Construction and economic development: the case of Hong Kong
James Wong,
Y. H. Chiang and
Thomas Ng
Construction Management and Economics, 2008, vol. 26, issue 8, 815-826
Abstract:
The role of construction in economic development is an important issue facing the construction research community, government and international development agencies. Based on empirical analyses, the complexities of the relationship between construction activity and stage of economic development in Hong Kong were examined. With time series data, Granger causality test results show that the construction output particularly the infrastructure sector drives the economic growth of Hong Kong, and not vice versa. Findings further indicate that the role of the local construction industry changes as the economy matures from newly industrializing country (NIC) to advanced industrialized country (AIC) status, as revealed by the diminishing rate of capacity addition by construction as well as the growing maintenance and repair sector. This complies with Bon's inverted U-shaped relationship between construction activity and gross domestic product (GDP). However, the proposition of 'volume follows share' is not supported since the indigenous construction investments still sustain for the service-oriented economy which inevitably needs commercial development and logistics infrastructure to provide the services. The results may be significant for policy makers in NICs, in the long run, to formulate corporate and industrial policies to chart out a viable and sustainable course to revive the vigour of the industry.
Keywords: Bon curve; construction industry; investments; economic development; Hong Kong (search for similar items in EconPapers)
Date: 2008
References: View references in EconPapers View complete reference list from CitEc
Citations: View citations in EconPapers (10)
Downloads: (external link)
http://www.tandfonline.com/doi/abs/10.1080/01446190802189927 (text/html)
Access to full text is restricted to subscribers.
Related works:
This item may be available elsewhere in EconPapers: Search for items with the same title.
Export reference: BibTeX
RIS (EndNote, ProCite, RefMan)
HTML/Text
Persistent link: https://EconPapers.repec.org/RePEc:taf:conmgt:v:26:y:2008:i:8:p:815-826
Ordering information: This journal article can be ordered from
http://www.tandfonline.com/pricing/journal/RCME20
DOI: 10.1080/01446190802189927
Access Statistics for this article
Construction Management and Economics is currently edited by Will Hughes
More articles in Construction Management and Economics from Taylor & Francis Journals
Bibliographic data for series maintained by Chris Longhurst ().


• [EXERCISE DETAILS] Whenever a line in the data contains "telephone", show that line.

[Figure collection entries]
[Start of Attachment]

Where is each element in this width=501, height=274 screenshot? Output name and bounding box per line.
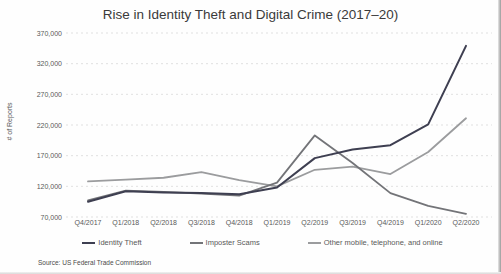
x-tick-label: Q4/2019 (371, 219, 409, 227)
y-tick-label: 120,000 (28, 183, 62, 190)
y-tick-label: 370,000 (28, 30, 62, 37)
x-tick-label: Q1/2018 (107, 219, 145, 227)
legend-label: Identity Theft (98, 238, 141, 247)
x-tick-label: Q1/2019 (258, 219, 296, 227)
legend-line-marker-icon (308, 242, 321, 244)
legend-item: Other mobile, telephone, and online (308, 238, 443, 247)
y-tick-label: 170,000 (28, 152, 62, 159)
legend-item: Identity Theft (82, 238, 141, 247)
source-note: Source: US Federal Trade Commission (38, 259, 151, 266)
legend-label: Imposter Scams (206, 238, 260, 247)
y-tick-label: 270,000 (28, 91, 62, 98)
legend-line-marker-icon (82, 242, 95, 244)
chart-canvas: Rise in Identity Theft and Digital Crime… (0, 0, 501, 274)
x-tick-label: Q4/2018 (220, 219, 258, 227)
x-tick-label: Q2/2020 (447, 219, 485, 227)
legend-label: Other mobile, telephone, and online (324, 238, 443, 247)
series-line-other-mobile-telephone-and-online (88, 118, 466, 186)
x-tick-label: Q4/2017 (69, 219, 107, 227)
y-tick-label: 70,000 (28, 214, 62, 221)
legend-item: Imposter Scams (190, 238, 260, 247)
x-tick-label: Q2/2018 (145, 219, 183, 227)
series-line-imposter-scams (88, 135, 466, 214)
line-chart (0, 0, 501, 274)
legend-line-marker-icon (190, 242, 203, 244)
x-tick-label: Q2/2019 (296, 219, 334, 227)
x-tick-label: Q1/2020 (409, 219, 447, 227)
y-tick-label: 220,000 (28, 122, 62, 129)
y-tick-label: 320,000 (28, 60, 62, 67)
x-tick-label: Q3/2019 (334, 219, 372, 227)
x-tick-label: Q3/2018 (182, 219, 220, 227)
chart-legend: Identity TheftImposter ScamsOther mobile… (0, 238, 501, 247)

[End of Attachment]

• [OUTPUT OF THE TASK]
legend-item: Other mobile, telephone, and online (308, 238, 443, 247)
legend-label: Other mobile, telephone, and online (324, 238, 443, 247)
series-line-other-mobile-telephone-and-online (88, 118, 466, 186)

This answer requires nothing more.